State investigators have uncovered what they call a pattern of “intimidating, threatening and retaliating” against Atlanta Public Schools employees who report cheating or other improprieties.

In a piercing letter Wednesday to the school system demanding a stop to obstructive practices, investigators suggested the district has acted “to protect those in its ranks who engage in intimidation of potential witnesses to cheating.”

The investigators said they found evidence the district has engaged in such practices for years. But even during the state’s current criminal inquiry into cheating on standardized tests, the investigators said, school officials have allowed principals under suspicion to stand just outside rooms where witnesses were giving statements, “with the obvious intent to make their presence known and to put a chilling effect on the staff member being interviewed.”

The investigators also complained that the district waited two months to reassign a high-level official accused of advising principals to not cooperate with the inquiry and instructing them to write “go to hell” memos to state agents. The delay, investigators said, gave the official time to retaliate against at least one subordinate. And the district suppressed information about its own inquiry into the official’s actions, investigators Mike Bowers, Bob Wilson and Richard Hyde said.

The investigators’ letter — first reported Thursday by Channel 2 Action News — stops barely short of accusing district officials of criminal violation of a state law that prohibits threatening witnesses.

Nevertheless, the letter raises the stakes in an already tense conflict between the district and the state investigators whose inquiry is casting doubts on the schools’ claims of long-term academic achievement.

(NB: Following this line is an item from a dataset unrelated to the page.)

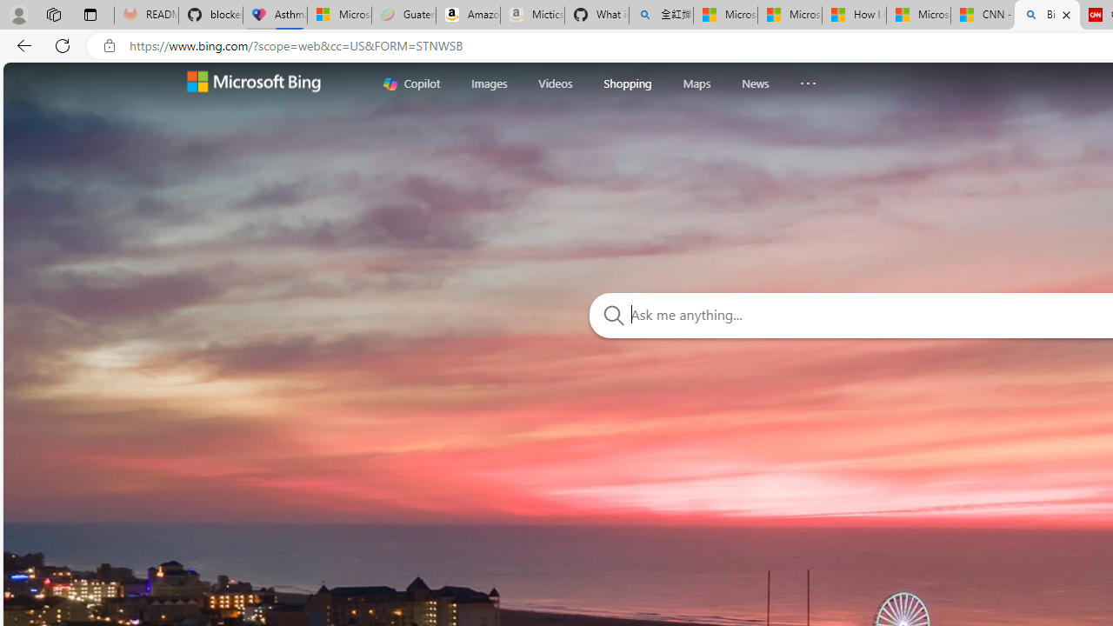 The height and width of the screenshot is (626, 1113). What do you see at coordinates (696, 83) in the screenshot?
I see `Maps` at bounding box center [696, 83].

The investigators told the district to drop plans, announced Monday, to look into excessive wrong-to-right erasures on the 2010 Criterion-Referenced Competency Test in 16 schools. The state investigation began last summer after then-Gov. Sonny Perdue and other state officials questioned the diligence of the district’s examination of suspicious erasures on the 2009 CRCT in 58 Atlanta elementary and middle schools.

“Any investigation by APS into alleged cheating on the 2010 CRCT, wrong-to-right erasures, possible test tampering and any related issues must cease and desist immediately,” Bowers, Wilson and Hyde wrote. “As we previously warned you, any such investigation by APS will invariably interfere with and impede the governor’s special investigation into possible test tampering. ...Any attempt by APS to interfere with our investigation or to conduct its own investigation would be seen as obstruction, an attempt to influence witnesses and tampering with evidence.”

Superintendent Beverly Hall, in a letter to a state education official Wednesday, denied the district plans to investigate the 2010 erasures but will only be “conducting an analysis.”

The state investigators did not respond to messages Thursday seeking interviews.

A school district spokesman, Keith Bromery, said in an e-mail: “We intend to continue to fully cooperate with the special investigation to get to the bottom of any wrongdoing. We have received the letter from the special investigators and are reviewing it and will provide them with a response.”

The Atlanta Journal-Constitution reported last month that the school district often punishes teachers and other employees who report wrongdoing while rewarding those who keep quiet. Some teachers have themselves been investigated after reporting that colleagues or supervisors cheated. Others have been subjected to questions about their mental health. Some have lost their jobs.

In Wednesday’s letter, state investigators suggested the district’s internal inquiries would get in their way by involving the same witnesses and the same documents. Further, the investigators wrote, the district might take disciplinary action against witnesses in a criminal case — which, they said, “could clearly result in the threatening of witnesses in an official proceeding.”

Under state law, they said, illegal threats involve not only those of physical harm, but of economic damage — such as the loss of a job or a demotion. Their concerns, the investigators wrote, “are not unwarranted.”

They said they found evidence that, at least since the early 2000s, the district engaged in “a pattern and practice” of punishing employees who reported cheating or questioned how administrators handled the CRCT. At least one principal had his lawyer ask teachers what they told state agents and whether they received immunity from prosecution, the investigators said.

The investigators also said they received information about Tamara Cotman, an area superintendent, who “intimidated” principals by having them write “go to hell” letters to state agents during a meeting. The AJC reported on the episode Sunday.

“Although Ms. Cotman’s conduct was reported directly to APS, APS took no action against Ms. Cotman for nearly two months, and then only after one of the attendees apparently went public with the story to the AJC,” the investigators wrote.

State investigators’ earlier warnings about internal inquiries should have been clear to the district’s administration, said Yolanda Johnson, a member of the Atlanta Board of Education. She said she was speaking as an individual, not on the board’s behalf.

Johnson had not seen the investigators’ letter. But after hearing the section detailing retaliation against employees, she said: “Wow. Obviously, that’s unacceptable.”